Well I’ve gone and seen Twilight, and to my surprise my fingers have yet to shrivel upon writing thus. The movie was entertaining, though not quite for the reasons the creators intended. The evolution of female fantasy’s bad boy/social outcast/passionate lover is just as interesting as the male fantasy’s cubicle worker/secret badass action hero. All this and glittering skin made for all manner of intellectual stimulation throughout. Such things are interesting, sure, but hardly substantial enough to warrant the purchase of a ticket. Instead, I saw this movie for the same reasons wars are waged and men set foot inside Build-a-bear workshops: because a pretty girl wanted me to.
I’d recommend making your peace with what you’d do for the opposite sex now, lest you be surprised someday.
I could get into the economics of human behavior, discussing things like perceived displeasure and net benefit to substantiate my point. In this circumstance, however, I think that you will adequately understand my motivations. Something I would not normally have enjoyed was made delightful through the addition of other factors: great hair, beautiful eyes, and a sharp wit. But I digress.
This can be applied to more than movies. Take, for instance, this wave of “casual” games, which has become the bane of longtime gamers. A number of reasons culminate in traditional gamers feeling abandoned by a market that has moved on to far more profitable and less demanding patrons. For gamers that want the same old gaming experience, this is probably going to only get worse Playing these new casual games puts us outside our area of familiarity. We don’t know what to look for, or how to enjoy it. The trick here, as with watching a supernatural romance, is to find something to sweeten the deal.
Nintendo, the de facto pioneer of the casual game boom, has tried to placate jilted gamers by assuring that the expansion of the gaming market will benefit them in the end. More consumers means more revenue, more money to developers, and ultimately more games. Additionally, casual games lower the barrier of entry that years of iterative complexity have constructed around modern games. The soccer mom tooling around with Wii Fit today may be playing Zelda tomorrow. Essentially, what’s good for the goose is good for the gander. These are all long-term promises though, and if there’s one thing gamers are used to, it’s immediacy.
In the meantime, there are some tangible benefits to this casual business available to all gamers, though they may come from unexpected sources. This involves yet another anecdote with another woman on whose attractiveness I am not allowed to comment, as she is not single. Her gaming tastes range from The Sims to expansions for The Sims. This is not the player you find, eyes vacant and jaw slack, tearing into the latest multi-million-dollar game from Micractivony.
The irony here is that she gets way more gameplay per dollar than we do.
However, something curious happened when we all started playing Shaun White’s Snowboarding for the Wii. If you’re not familiar with it, this game uses the balance board as a controller, allowing the player to turn, tuck, and perform tricks by leaning this way and that on the board. There’s no doubt I was out of my element by virtue of the different controls. Years spent building motor skills with analog sticks, d pads, and buttons no longer counted for anything. The immersive quality of using the board is great, but doesn’t quite match the expression of raw skill I can get from a more traditionally controlled game.
However, the novelty of the controls enticed my friend to try. We traded off a few games, sharing the experience. There was laughing, celebration, and discussion of how best to tackle a hard course – in other words, socialization. Would this have happened if I wanted to play a more traditional snowboarding game? I’m sure any long-time gamer would be quick to point out how much better SSX Tricky, SSX3, or Amped 3 are than Shaun White’s Snowboarding. Such a dissertation would involve a thread on a forum replete with poor punctuation, a desperate lack of capitalization, and ascii art of a middle finger. This poor forum troll would miss, as he always does, the social aspect of the situation.
We’ve all asked ourselves the question – how can we share the activity we like so much with our friends/significant others/spouses? Simpler games provide a much warmer invitation than a controller replete with buttons, sticks, triggers, levers, pressure gauges, and riddle-dispensing trolls. Casual games can be an avenue through which we all share our hobby with friends who may not be as into it as we are. It’s not that people that may not have played games before play them now, it’s that they can play them with us.
Bioshock alone or Wii Sports with Grandma? Hey don’t laugh, she has interesting stories to tell!
The shared experience changes the flavor of play. This can be the sweetening factor, the thing that legitimizes the casual experience, the element that makes an unbelievably laborious romance movie enjoyable. Saying that it is better than the traditional games to which we are accustomed is subjective; that will depend on the individual’s proclivities. It is, however, undoubtedly different. Besides, isn’t that what we were looking forward to years ago when this was on the horizon?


Problem description: Return all lines from the listing below in which the string "Slug" occurs.

Data shown:
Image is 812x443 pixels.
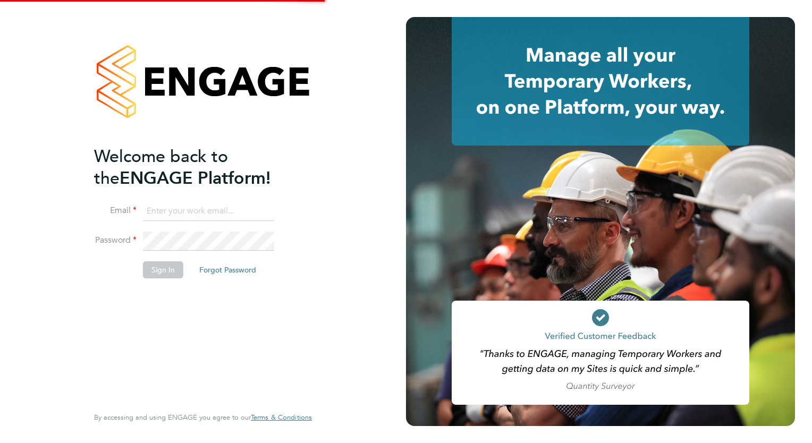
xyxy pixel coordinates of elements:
span: By accessing and using ENGAGE you agree to our [94,413,312,422]
h2: ENGAGE Platform! [94,146,301,189]
button: Sign In [143,261,183,278]
a: Terms & Conditions [251,413,312,422]
span: Welcome back to the [94,146,228,189]
label: Email [94,205,137,216]
input: Enter your work email... [143,202,274,221]
label: Password [94,235,137,246]
button: Forgot Password [191,261,265,278]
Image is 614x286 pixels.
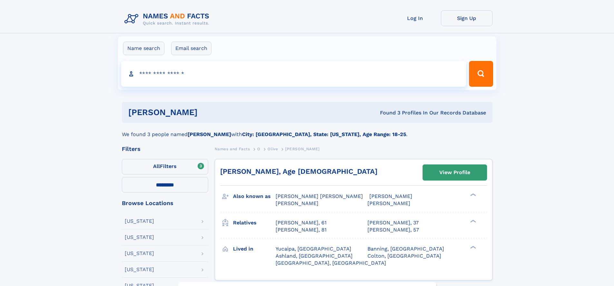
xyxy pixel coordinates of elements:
a: Olive [267,145,278,153]
h3: Lived in [233,243,276,254]
button: Search Button [469,61,493,87]
img: Logo Names and Facts [122,10,215,28]
h1: [PERSON_NAME] [128,108,289,116]
span: Olive [267,147,278,151]
a: Names and Facts [215,145,250,153]
span: Yucaipa, [GEOGRAPHIC_DATA] [276,246,351,252]
span: All [153,163,160,169]
span: [PERSON_NAME] [369,193,412,199]
input: search input [121,61,466,87]
div: Found 3 Profiles In Our Records Database [289,109,486,116]
span: O [257,147,260,151]
div: [US_STATE] [125,218,154,224]
div: View Profile [439,165,470,180]
a: Sign Up [441,10,492,26]
span: Banning, [GEOGRAPHIC_DATA] [367,246,444,252]
span: Ashland, [GEOGRAPHIC_DATA] [276,253,353,259]
span: [PERSON_NAME] [367,200,410,206]
span: Colton, [GEOGRAPHIC_DATA] [367,253,441,259]
a: Log In [389,10,441,26]
a: [PERSON_NAME], 37 [367,219,419,226]
div: [US_STATE] [125,251,154,256]
div: [US_STATE] [125,235,154,240]
div: ❯ [469,245,476,249]
a: View Profile [423,165,487,180]
h3: Relatives [233,217,276,228]
span: [PERSON_NAME] [285,147,320,151]
label: Filters [122,159,208,174]
div: We found 3 people named with . [122,123,492,138]
a: [PERSON_NAME], 61 [276,219,326,226]
span: [PERSON_NAME] [PERSON_NAME] [276,193,363,199]
b: [PERSON_NAME] [188,131,231,137]
span: [PERSON_NAME] [276,200,318,206]
div: Filters [122,146,208,152]
b: City: [GEOGRAPHIC_DATA], State: [US_STATE], Age Range: 18-25 [242,131,406,137]
h3: Also known as [233,191,276,202]
a: O [257,145,260,153]
div: [US_STATE] [125,267,154,272]
a: [PERSON_NAME], 57 [367,226,419,233]
label: Email search [171,42,211,55]
div: ❯ [469,219,476,223]
span: [GEOGRAPHIC_DATA], [GEOGRAPHIC_DATA] [276,260,386,266]
div: ❯ [469,193,476,197]
a: [PERSON_NAME], 81 [276,226,326,233]
a: [PERSON_NAME], Age [DEMOGRAPHIC_DATA] [220,167,377,175]
label: Name search [123,42,164,55]
div: Browse Locations [122,200,208,206]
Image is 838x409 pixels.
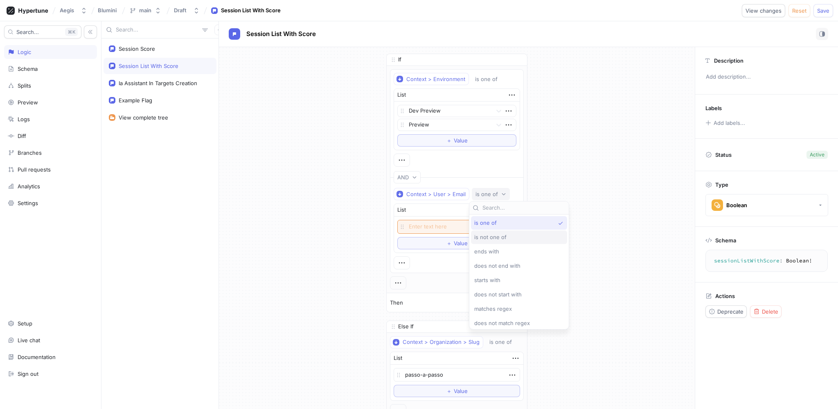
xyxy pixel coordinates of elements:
[56,4,90,17] button: Aegis
[714,57,744,64] p: Description
[706,105,722,111] p: Labels
[702,70,831,84] p: Add description...
[762,309,778,314] span: Delete
[454,241,468,246] span: Value
[221,7,281,15] div: Session List With Score
[119,63,178,69] div: Session List With Score
[726,202,747,209] div: Boolean
[397,134,516,147] button: ＋Value
[474,305,512,312] span: matches regex
[475,76,498,83] div: is one of
[18,65,38,72] div: Schema
[476,191,498,198] div: is one of
[18,183,40,189] div: Analytics
[474,248,499,255] span: ends with
[471,73,510,85] button: is one of
[706,194,828,216] button: Boolean
[447,138,452,143] span: ＋
[60,7,74,14] div: Aegis
[116,26,199,34] input: Search...
[119,45,155,52] div: Session Score
[18,200,38,206] div: Settings
[474,277,501,284] span: starts with
[403,338,480,345] div: Context > Organization > Slug
[792,8,807,13] span: Reset
[390,299,403,307] p: Then
[398,323,414,331] p: Else If
[119,114,168,121] div: View complete tree
[246,31,316,37] span: Session List With Score
[18,133,26,139] div: Diff
[789,4,810,17] button: Reset
[474,320,530,327] span: does not match regex
[65,28,78,36] div: K
[119,97,152,104] div: Example Flag
[486,336,524,348] button: is one of
[394,188,469,200] button: Context > User > Email
[4,350,97,364] a: Documentation
[709,253,824,268] textarea: sessionListWithScore: Boolean!
[703,117,748,128] button: Add labels...
[394,368,520,382] textarea: passo-a-passo
[98,7,117,13] span: Blumini
[454,388,468,393] span: Value
[715,237,736,244] p: Schema
[706,305,747,318] button: Deprecate
[18,99,38,106] div: Preview
[472,188,510,200] button: is one of
[817,8,830,13] span: Save
[398,56,401,64] p: If
[18,337,40,343] div: Live chat
[750,305,782,318] button: Delete
[18,116,30,122] div: Logs
[715,149,732,160] p: Status
[119,80,197,86] div: Ia Assistant In Targets Creation
[16,29,39,34] span: Search...
[814,4,833,17] button: Save
[390,336,483,348] button: Context > Organization > Slug
[742,4,785,17] button: View changes
[18,149,42,156] div: Branches
[447,241,452,246] span: ＋
[397,206,406,214] div: List
[474,291,522,298] span: does not start with
[18,82,31,89] div: Splits
[126,4,165,17] button: main
[18,166,51,173] div: Pull requests
[474,234,507,241] span: is not one of
[394,73,469,85] button: Context > Environment
[715,181,729,188] p: Type
[18,320,32,327] div: Setup
[715,293,735,299] p: Actions
[171,4,203,17] button: Draft
[139,7,151,14] div: main
[447,388,452,393] span: ＋
[474,219,497,226] span: is one of
[174,7,187,14] div: Draft
[483,204,566,212] input: Search...
[406,76,465,83] div: Context > Environment
[4,25,81,38] button: Search...K
[397,91,406,99] div: List
[397,174,409,181] div: AND
[454,138,468,143] span: Value
[394,385,520,397] button: ＋Value
[717,309,744,314] span: Deprecate
[746,8,782,13] span: View changes
[394,354,402,362] div: List
[394,171,421,183] button: AND
[18,354,56,360] div: Documentation
[18,370,38,377] div: Sign out
[397,237,516,249] button: ＋Value
[489,338,512,345] div: is one of
[406,191,466,198] div: Context > User > Email
[474,262,521,269] span: does not end with
[18,49,31,55] div: Logic
[810,151,825,158] div: Active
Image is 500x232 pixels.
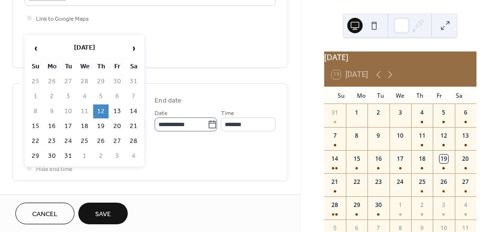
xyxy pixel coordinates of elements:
[32,209,58,219] span: Cancel
[77,60,92,73] th: We
[44,149,60,163] td: 30
[155,108,168,118] span: Date
[95,209,111,219] span: Save
[44,104,60,118] td: 9
[396,154,404,163] div: 17
[461,200,470,209] div: 4
[77,134,92,148] td: 25
[324,51,477,63] div: [DATE]
[28,134,43,148] td: 22
[24,192,75,202] span: Recurring event
[93,60,109,73] th: Th
[61,104,76,118] td: 10
[353,154,361,163] div: 15
[93,149,109,163] td: 2
[418,200,427,209] div: 2
[110,89,125,103] td: 6
[449,86,469,104] div: Sa
[93,89,109,103] td: 5
[330,154,339,163] div: 14
[418,154,427,163] div: 18
[374,131,383,140] div: 9
[418,177,427,186] div: 25
[221,108,234,118] span: Time
[374,154,383,163] div: 16
[353,200,361,209] div: 29
[440,154,448,163] div: 19
[44,60,60,73] th: Mo
[77,119,92,133] td: 18
[44,89,60,103] td: 2
[28,74,43,88] td: 25
[61,89,76,103] td: 3
[126,74,141,88] td: 31
[77,89,92,103] td: 4
[61,134,76,148] td: 24
[391,86,410,104] div: We
[330,177,339,186] div: 21
[418,131,427,140] div: 11
[110,149,125,163] td: 3
[353,177,361,186] div: 22
[126,38,141,58] span: ›
[126,104,141,118] td: 14
[44,74,60,88] td: 26
[93,74,109,88] td: 29
[15,202,74,224] button: Cancel
[396,131,404,140] div: 10
[371,86,391,104] div: Tu
[410,86,430,104] div: Th
[440,131,448,140] div: 12
[110,119,125,133] td: 20
[351,86,371,104] div: Mo
[36,14,89,24] span: Link to Google Maps
[332,86,352,104] div: Su
[77,104,92,118] td: 11
[126,60,141,73] th: Sa
[93,104,109,118] td: 12
[93,119,109,133] td: 19
[93,134,109,148] td: 26
[353,108,361,117] div: 1
[440,200,448,209] div: 3
[28,89,43,103] td: 1
[44,119,60,133] td: 16
[353,131,361,140] div: 8
[126,149,141,163] td: 4
[461,177,470,186] div: 27
[429,86,449,104] div: Fr
[78,202,128,224] button: Save
[155,96,182,106] div: End date
[374,108,383,117] div: 2
[374,177,383,186] div: 23
[461,108,470,117] div: 6
[36,164,73,174] span: Hide end time
[126,89,141,103] td: 7
[28,119,43,133] td: 15
[330,200,339,209] div: 28
[418,108,427,117] div: 4
[461,131,470,140] div: 13
[440,177,448,186] div: 26
[44,134,60,148] td: 23
[396,108,404,117] div: 3
[110,104,125,118] td: 13
[61,119,76,133] td: 17
[44,38,125,59] th: [DATE]
[28,149,43,163] td: 29
[330,108,339,117] div: 31
[61,74,76,88] td: 27
[110,74,125,88] td: 30
[396,200,404,209] div: 1
[110,134,125,148] td: 27
[440,108,448,117] div: 5
[77,149,92,163] td: 1
[61,149,76,163] td: 31
[61,60,76,73] th: Tu
[28,104,43,118] td: 8
[28,38,43,58] span: ‹
[330,131,339,140] div: 7
[461,154,470,163] div: 20
[77,74,92,88] td: 28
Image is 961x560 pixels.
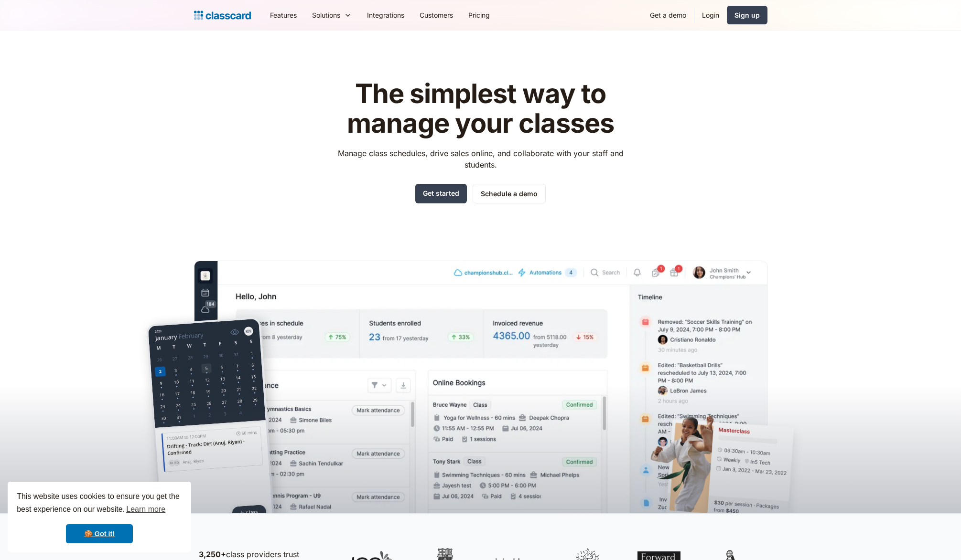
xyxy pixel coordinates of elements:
a: dismiss cookie message [66,524,133,543]
h1: The simplest way to manage your classes [329,79,632,138]
div: Solutions [312,10,340,20]
p: Manage class schedules, drive sales online, and collaborate with your staff and students. [329,148,632,171]
a: home [194,9,251,22]
span: This website uses cookies to ensure you get the best experience on our website. [17,491,182,517]
a: Customers [412,4,461,26]
a: learn more about cookies [125,502,167,517]
a: Integrations [360,4,412,26]
strong: 3,250+ [199,550,226,559]
div: Sign up [735,10,760,20]
a: Sign up [727,6,767,24]
a: Get a demo [642,4,694,26]
a: Pricing [461,4,497,26]
a: Features [262,4,304,26]
div: cookieconsent [7,482,191,553]
div: Solutions [304,4,360,26]
a: Schedule a demo [472,184,546,203]
a: Get started [415,184,467,203]
a: Login [694,4,727,26]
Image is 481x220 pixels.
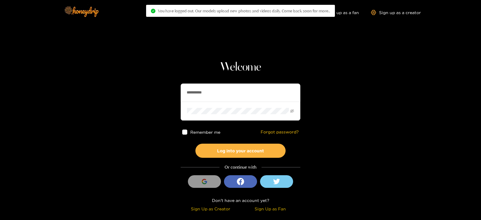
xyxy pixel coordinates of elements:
[181,164,300,171] div: Or continue with
[195,144,285,158] button: Log into your account
[190,130,220,134] span: Remember me
[318,10,359,15] a: Sign up as a fan
[260,129,299,135] a: Forgot password?
[181,197,300,204] div: Don't have an account yet?
[181,60,300,75] h1: Welcome
[371,10,421,15] a: Sign up as a creator
[158,8,330,13] span: You have logged out. Our models upload new photos and videos daily. Come back soon for more..
[242,205,299,212] div: Sign Up as Fan
[182,205,239,212] div: Sign Up as Creator
[290,109,294,113] span: eye-invisible
[151,9,155,13] span: check-circle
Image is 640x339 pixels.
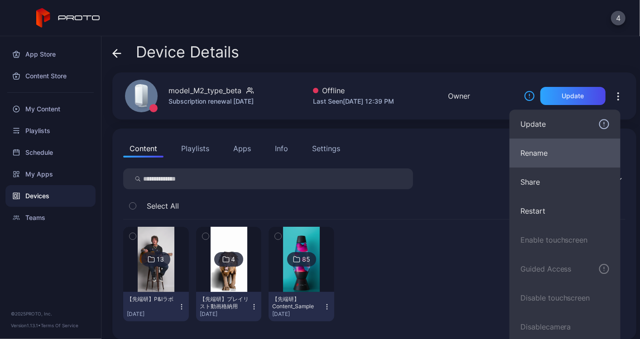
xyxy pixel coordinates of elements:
[5,207,96,229] a: Teams
[127,311,178,318] div: [DATE]
[168,85,241,96] div: model_M2_type_beta
[611,11,625,25] button: 4
[540,87,606,105] button: Update
[41,323,78,328] a: Terms Of Service
[520,119,610,130] div: Update
[448,91,470,101] div: Owner
[272,311,323,318] div: [DATE]
[5,185,96,207] a: Devices
[272,296,322,310] div: 【先端研】Content_Sample
[200,311,251,318] div: [DATE]
[5,120,96,142] a: Playlists
[509,197,620,226] button: Restart
[269,292,334,322] button: 【先端研】Content_Sample[DATE]
[5,163,96,185] a: My Apps
[196,292,262,322] button: 【先端研】プレイリスト動画格納用[DATE]
[306,139,346,158] button: Settings
[509,226,620,255] button: Enable touchscreen
[5,98,96,120] a: My Content
[313,96,394,107] div: Last Seen [DATE] 12:39 PM
[5,65,96,87] a: Content Store
[11,323,41,328] span: Version 1.13.1 •
[5,142,96,163] a: Schedule
[136,43,239,61] span: Device Details
[127,296,177,303] div: 【先端研】P&Iラボ
[123,139,163,158] button: Content
[175,139,216,158] button: Playlists
[509,139,620,168] button: Rename
[5,43,96,65] a: App Store
[302,255,310,264] div: 85
[313,85,394,96] div: Offline
[520,264,572,274] div: Guided Access
[168,96,254,107] div: Subscription renewal [DATE]
[147,201,179,211] span: Select All
[312,143,340,154] div: Settings
[275,143,288,154] div: Info
[509,168,620,197] button: Share
[231,255,235,264] div: 4
[509,255,620,284] button: Guided Access
[562,92,584,100] div: Update
[11,310,90,317] div: © 2025 PROTO, Inc.
[269,139,294,158] button: Info
[123,292,189,322] button: 【先端研】P&Iラボ[DATE]
[227,139,257,158] button: Apps
[509,110,620,139] button: Update
[157,255,164,264] div: 13
[509,284,620,312] button: Disable touchscreen
[200,296,250,310] div: 【先端研】プレイリスト動画格納用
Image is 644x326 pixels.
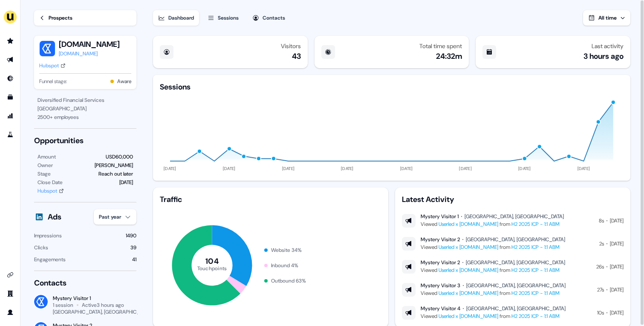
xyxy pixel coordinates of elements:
div: Mystery Visitor 3 [420,282,461,289]
tspan: [DATE] [282,166,295,171]
div: 3 hours ago [583,51,624,61]
div: Visitors [281,43,301,50]
button: Contacts [248,10,290,26]
div: 8s [599,216,604,225]
div: Contacts [263,13,285,22]
div: Contacts [34,278,136,288]
a: Go to integrations [4,268,17,281]
div: 26s [596,263,604,271]
button: Sessions [202,10,244,26]
div: Hubspot [37,187,57,195]
div: Viewed from [420,289,566,297]
div: Viewed from [420,266,565,274]
div: Mystery Visitor 1 [420,213,459,220]
div: Traffic [159,194,381,205]
div: USD60,000 [106,152,133,161]
tspan: 104 [206,257,218,266]
tspan: [DATE] [577,166,591,171]
div: [GEOGRAPHIC_DATA] [37,104,133,113]
a: [DOMAIN_NAME] [59,50,119,58]
span: Funnel stage: [39,77,67,86]
div: [GEOGRAPHIC_DATA], [GEOGRAPHIC_DATA] [466,259,565,266]
a: Go to outbound experience [4,53,17,67]
div: Website 34 % [271,246,302,255]
div: Outbound 63 % [271,277,306,285]
a: H2 2025 ICP - 1:1 ABM [511,221,559,228]
div: [DATE] [610,308,624,317]
div: Prospects [49,13,72,22]
div: [GEOGRAPHIC_DATA], [GEOGRAPHIC_DATA] [466,282,566,289]
tspan: Touchpoints [198,265,227,272]
div: [DATE] [610,286,624,294]
div: Stage [37,169,51,178]
div: Impressions [34,232,61,240]
div: [GEOGRAPHIC_DATA], [GEOGRAPHIC_DATA] [465,213,564,220]
div: 27s [597,286,604,294]
a: Go to profile [4,306,17,319]
div: 41 [132,256,136,264]
div: Mystery Visitor 1 [53,295,136,302]
div: Mystery Visitor 2 [420,259,460,266]
div: 43 [292,51,301,61]
div: Active 3 hours ago [82,302,124,308]
div: Clicks [34,243,48,252]
tspan: [DATE] [460,166,472,171]
a: Go to experiments [4,128,17,142]
div: Viewed from [420,220,564,228]
tspan: [DATE] [223,166,236,171]
div: [DATE] [610,240,624,248]
div: 10s [597,308,604,317]
a: Hubspot [37,187,64,195]
tspan: [DATE] [518,166,531,171]
div: Viewed from [420,312,566,321]
a: H2 2025 ICP - 1:1 ABM [511,313,559,320]
a: Userled x [DOMAIN_NAME] [438,313,498,320]
div: Latest Activity [402,194,624,205]
div: [GEOGRAPHIC_DATA], [GEOGRAPHIC_DATA] [466,306,566,312]
div: [GEOGRAPHIC_DATA], [GEOGRAPHIC_DATA] [53,308,153,315]
a: Go to attribution [4,109,17,123]
div: 1 session [53,302,73,308]
div: 39 [130,243,136,252]
div: Diversified Financial Services [37,96,133,104]
div: Total time spent [420,43,462,50]
div: Reach out later [99,169,133,178]
button: Dashboard [153,10,199,26]
div: Sessions [159,82,191,92]
a: Go to Inbound [4,71,17,86]
div: Mystery Visitor 2 [420,236,460,243]
div: Engagements [34,256,66,264]
button: All time [583,10,631,26]
div: 2500 + employees [37,113,133,121]
div: [DATE] [610,263,624,271]
div: 1490 [126,232,136,240]
a: Go to prospects [4,34,17,48]
div: Mystery Visitor 4 [420,306,461,312]
a: Hubspot [39,61,66,69]
div: Ads [48,212,61,222]
div: Sessions [218,13,239,22]
div: Hubspot [39,61,59,69]
div: 2s [599,240,604,248]
a: Userled x [DOMAIN_NAME] [438,244,498,250]
div: Close Date [37,178,62,187]
a: Prospects [34,10,136,26]
a: H2 2025 ICP - 1:1 ABM [511,244,559,250]
div: [PERSON_NAME] [94,161,133,169]
a: Userled x [DOMAIN_NAME] [438,221,498,228]
tspan: [DATE] [341,166,354,171]
a: H2 2025 ICP - 1:1 ABM [511,267,559,273]
button: [DOMAIN_NAME] [59,39,119,50]
a: Go to templates [4,90,17,104]
a: H2 2025 ICP - 1:1 ABM [511,289,559,297]
a: Go to team [4,287,17,300]
div: Dashboard [168,13,194,22]
div: Viewed from [420,243,565,251]
div: Amount [37,152,56,161]
div: [GEOGRAPHIC_DATA], [GEOGRAPHIC_DATA] [466,236,565,243]
span: All time [599,14,616,21]
tspan: [DATE] [164,166,176,171]
tspan: [DATE] [400,166,413,171]
div: Owner [37,161,53,169]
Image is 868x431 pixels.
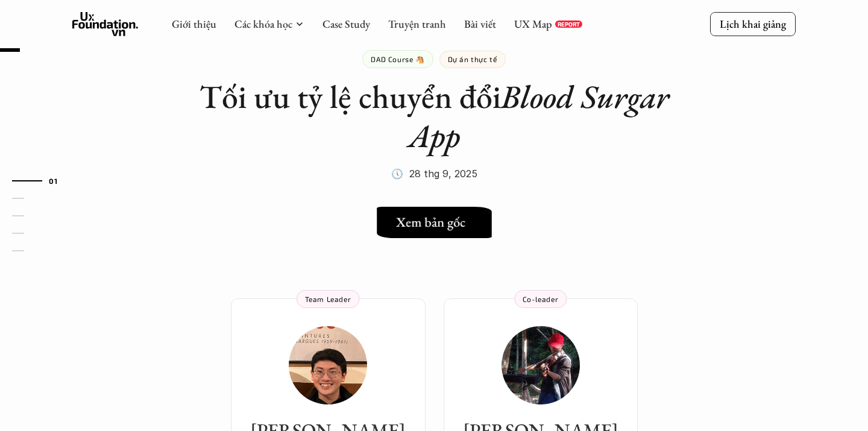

Exercise output:
[403,338,480,345] div: Context > Organization > Slug
[390,336,483,348] button: Context > Organization > Slug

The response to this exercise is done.